A weakened Israel means a strengthened Iran, emboldened jihadists, and destabilized Arab allies.
After the IDF eliminates Hamas and demilitarized Gaza, as no international force will even attempt to do, the real question is not diplomatic but strategic: Will Gaza be rebuilt for the same jihadi population of Gazans that overwhelmingly supported the massacre of October 7?
If the answer is yes, then Gaza will produce the following October 7, as the jihadis will just patiently wait to rearm for the post-Trump era or until the world is focused on other problems.
And America will face the next Hezbollah, the next ISIS, or the next Iran-proxy state controlling a strategic coastline that endangers its economic strategy. Allowing that outcome is not only suicidal for Israel, it is also reckless for U.S. interests.

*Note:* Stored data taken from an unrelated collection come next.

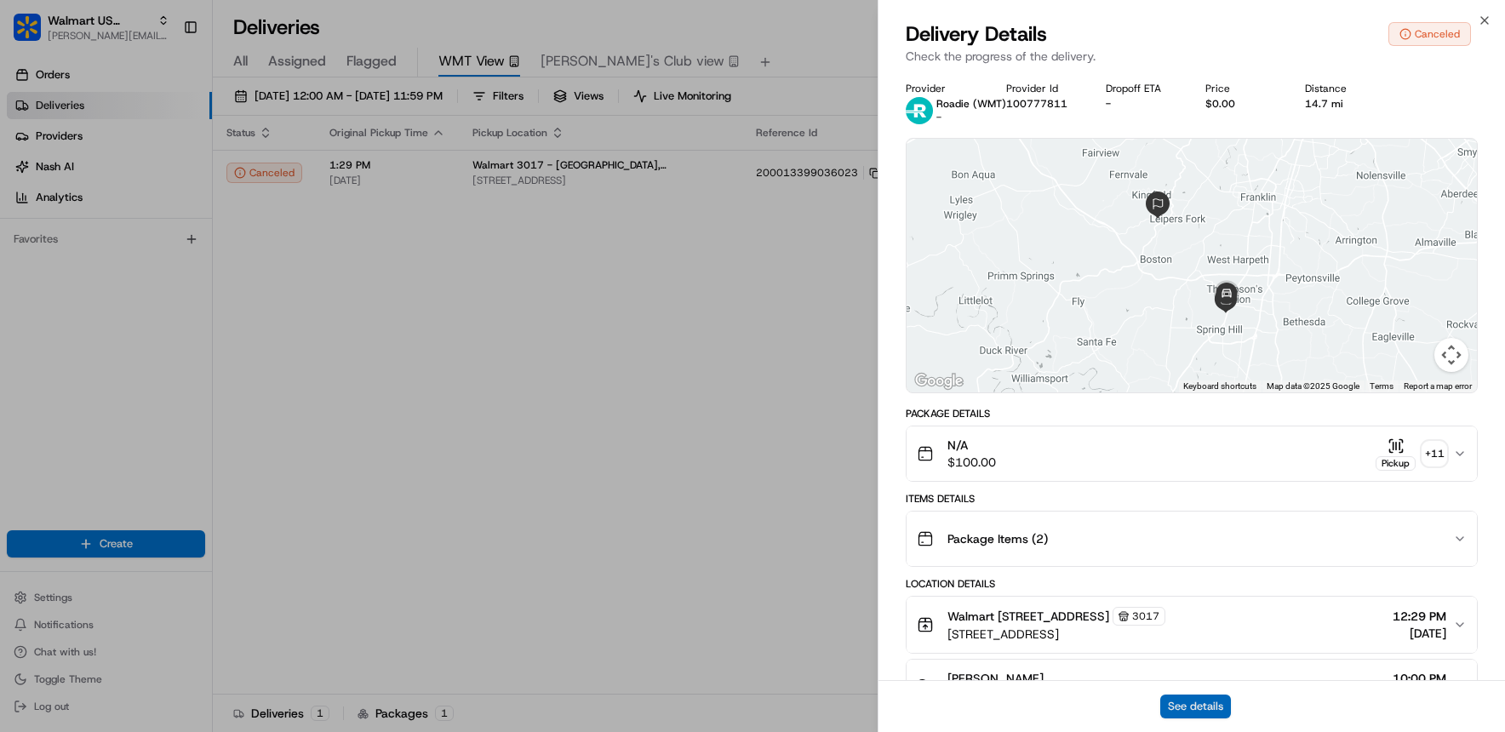 This screenshot has width=1505, height=732. I want to click on div: 14.7 mi, so click(1341, 104).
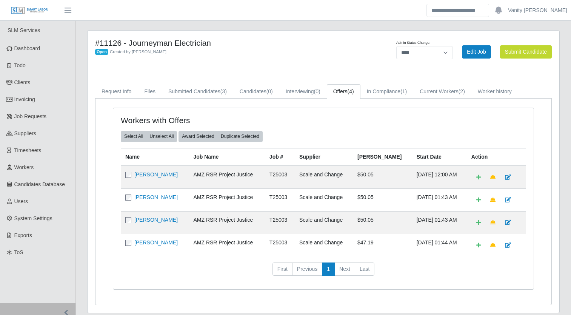 The height and width of the screenshot is (315, 571). I want to click on h4: Workers with Offers, so click(202, 120).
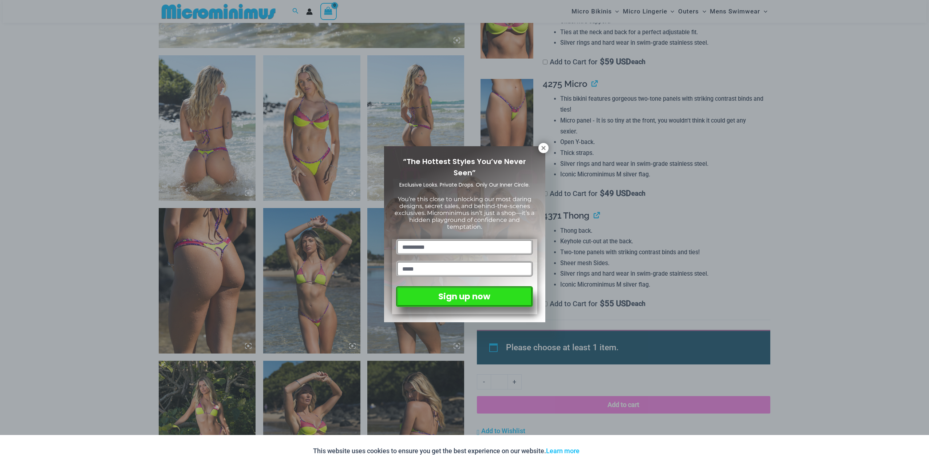  Describe the element at coordinates (464, 213) in the screenshot. I see `span: You’re this close to unlocking our most daring designs, secret sales, and behind-the-scenes exclu...` at that location.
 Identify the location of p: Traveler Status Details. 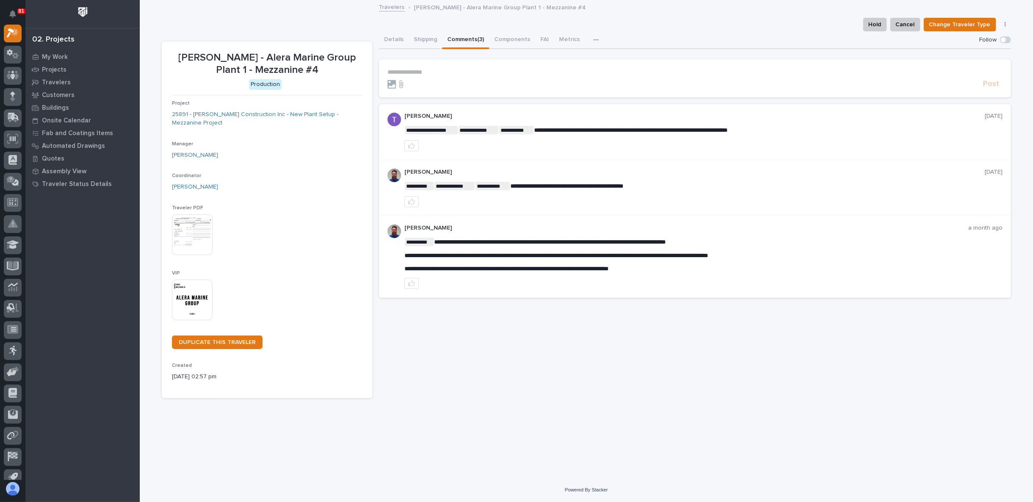
(77, 184).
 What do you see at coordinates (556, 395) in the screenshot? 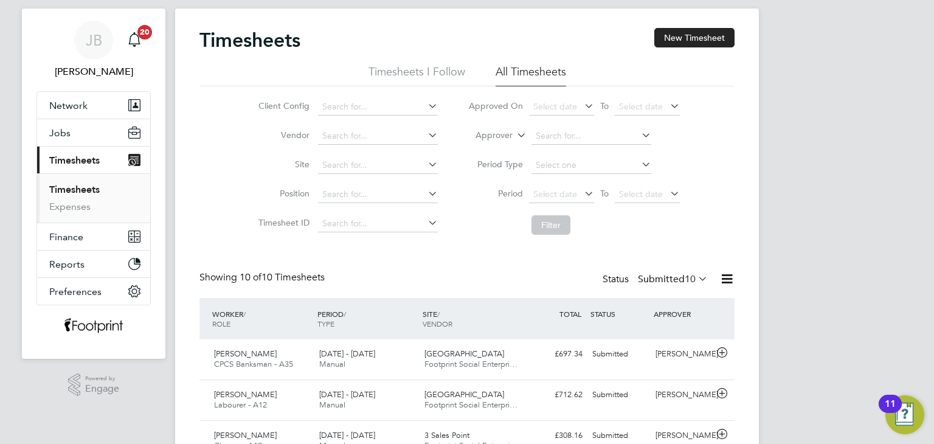
I see `div: £712.62` at bounding box center [556, 395].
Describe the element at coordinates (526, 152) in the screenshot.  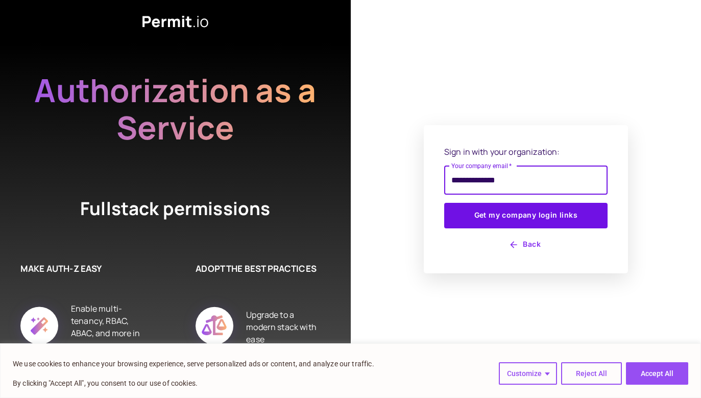
I see `p: Sign in with your organization:` at that location.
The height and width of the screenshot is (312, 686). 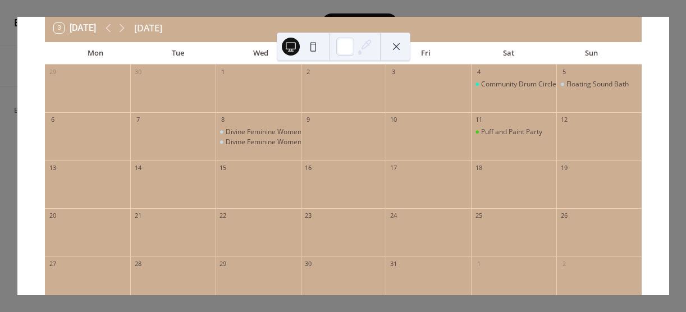 What do you see at coordinates (138, 263) in the screenshot?
I see `div: 28` at bounding box center [138, 263].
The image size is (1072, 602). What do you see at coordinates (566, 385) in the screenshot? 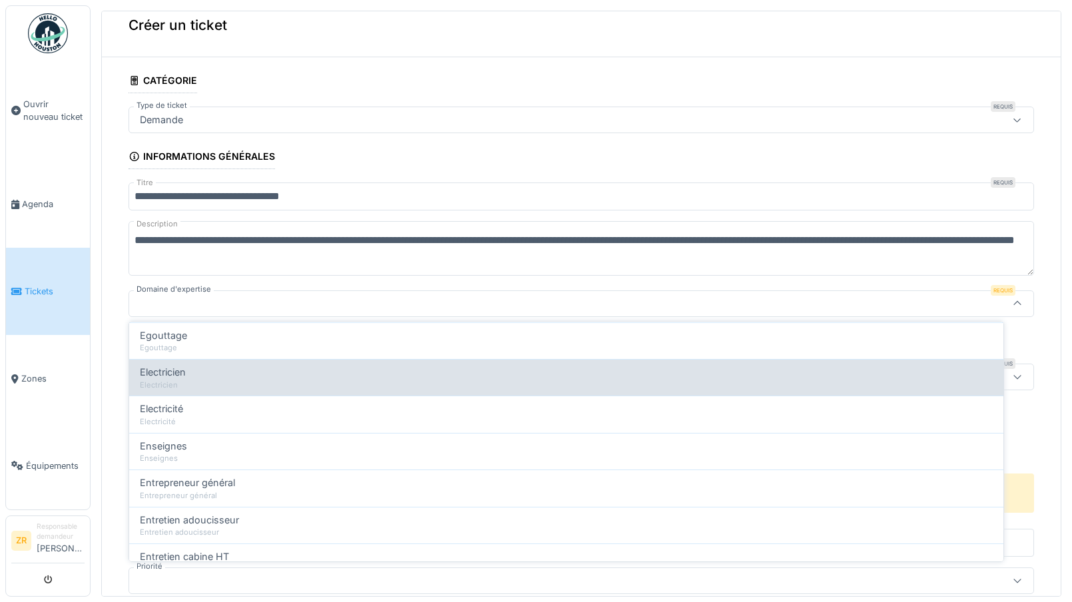
I see `div: Electricien` at bounding box center [566, 385].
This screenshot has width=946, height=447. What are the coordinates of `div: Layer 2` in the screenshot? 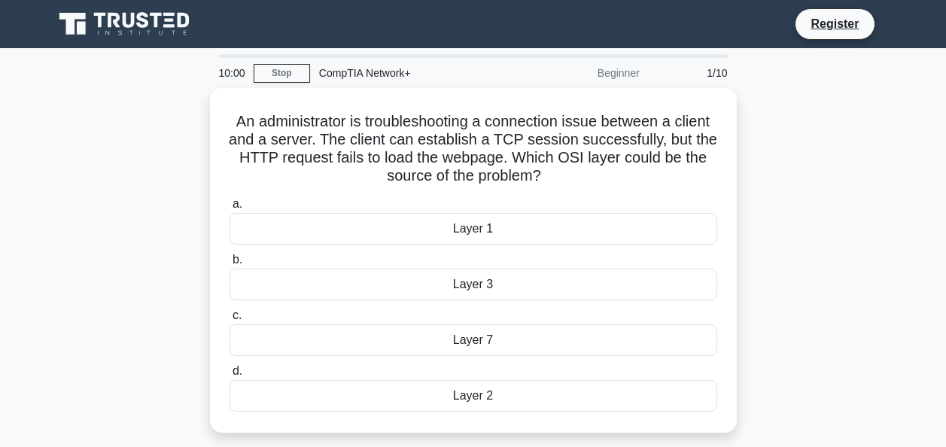 It's located at (474, 396).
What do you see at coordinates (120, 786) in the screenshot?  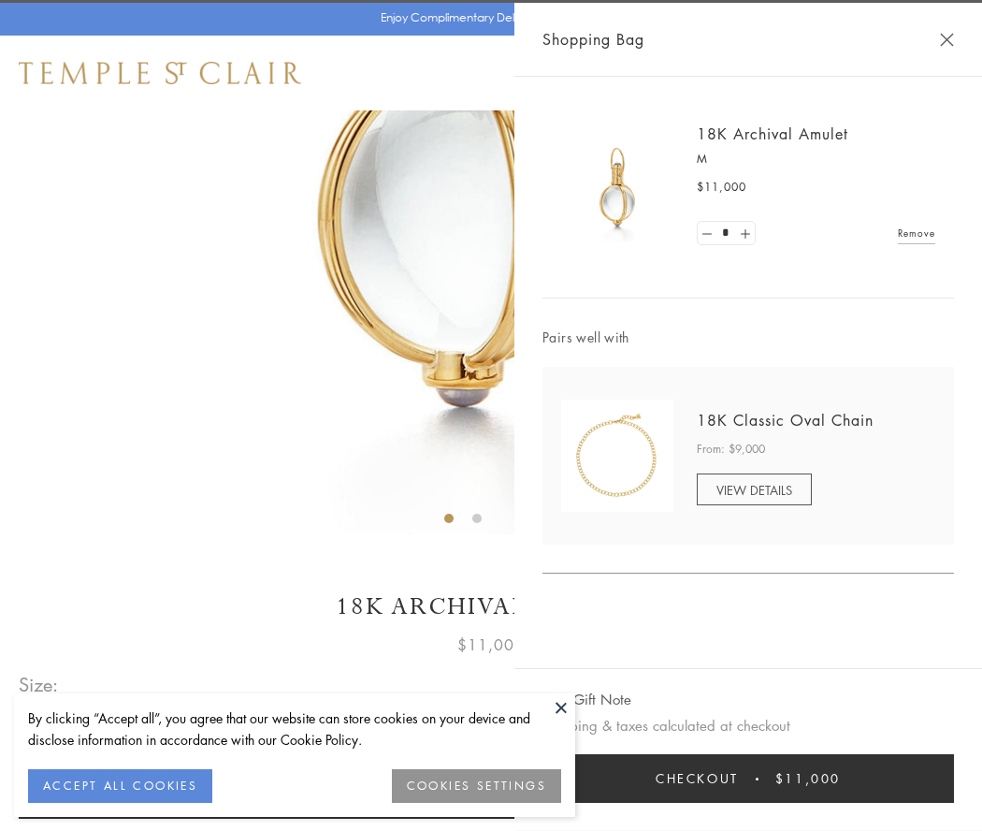 I see `button: ACCEPT ALL COOKIES` at bounding box center [120, 786].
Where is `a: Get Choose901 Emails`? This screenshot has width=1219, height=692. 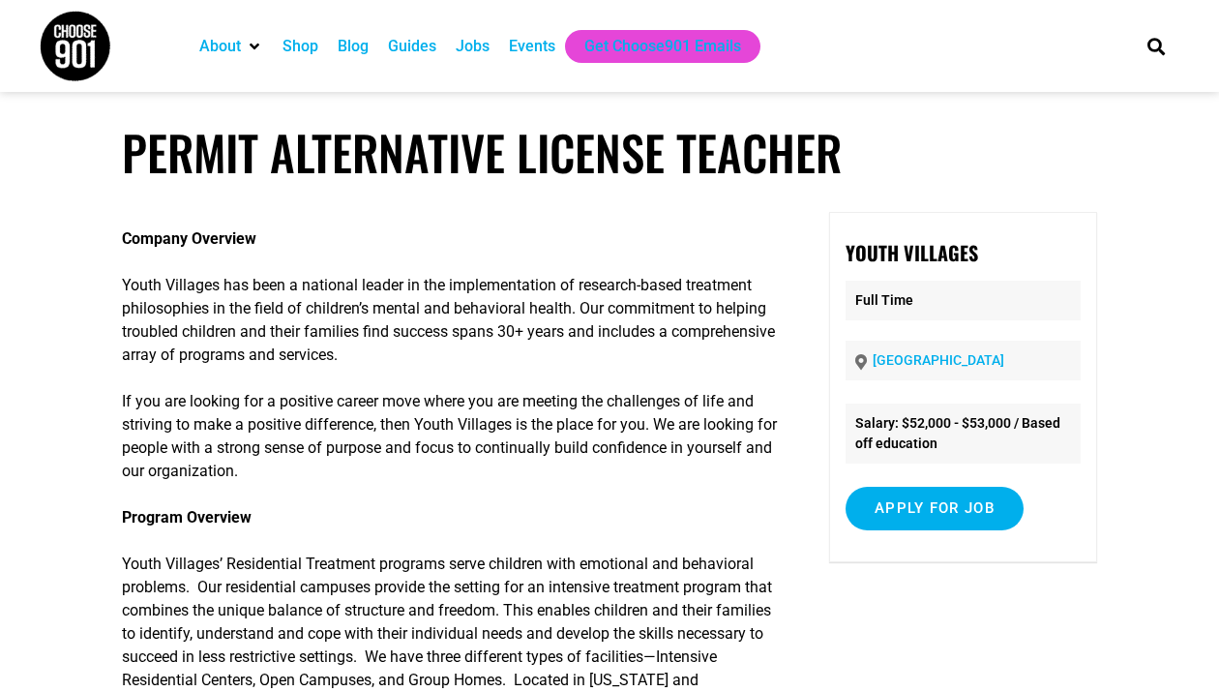 a: Get Choose901 Emails is located at coordinates (663, 46).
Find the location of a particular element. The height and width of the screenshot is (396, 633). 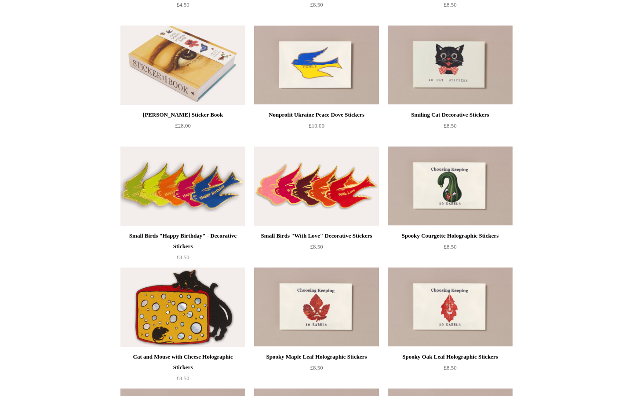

For the U.S. to secure its strategic goals, and for the region to stabilize, the path forward is clear: Hamas must be eliminated entirely, not managed, contained, or negotiated with. Gaza must remain permanently demilitarized under Israeli control. A jihadi supporting population that openly supports mass atrocities cannot remain in Gaza and remain a threat against Israelis in the future. Israel must resettle Gaza with Jewish communities, as a civilian presence is what ensures military success.
This is not ideology. It is a strategic reality. Appeasing jihadist movements has failed every time the U.S. has tried it. Empowering Israel has succeeded every time.
If the U.S. wants to project strength, secure its alliances, and anchor a new regional economic order, it must stop indulging diplomatic illusions that reward terror.
A strong Israel with a free hand against jihadist actors in the region is not just good for Israelis. It is essential for America.
Avi Abelow is the host of The Pulse of Israel daily video podcast and the CEO of the 12Tribe Films Foundation, which produce media content highlighting Israel’s biblical, historical, and strategic importance to the Jewish people and the world. He is the 2025 recipient of the Ari Fuld Project’s “Lion of Zion Award”.


Well said, but Israel alone cannot defeat the jihadists, and I don’t see anyone else stepping up to the plate.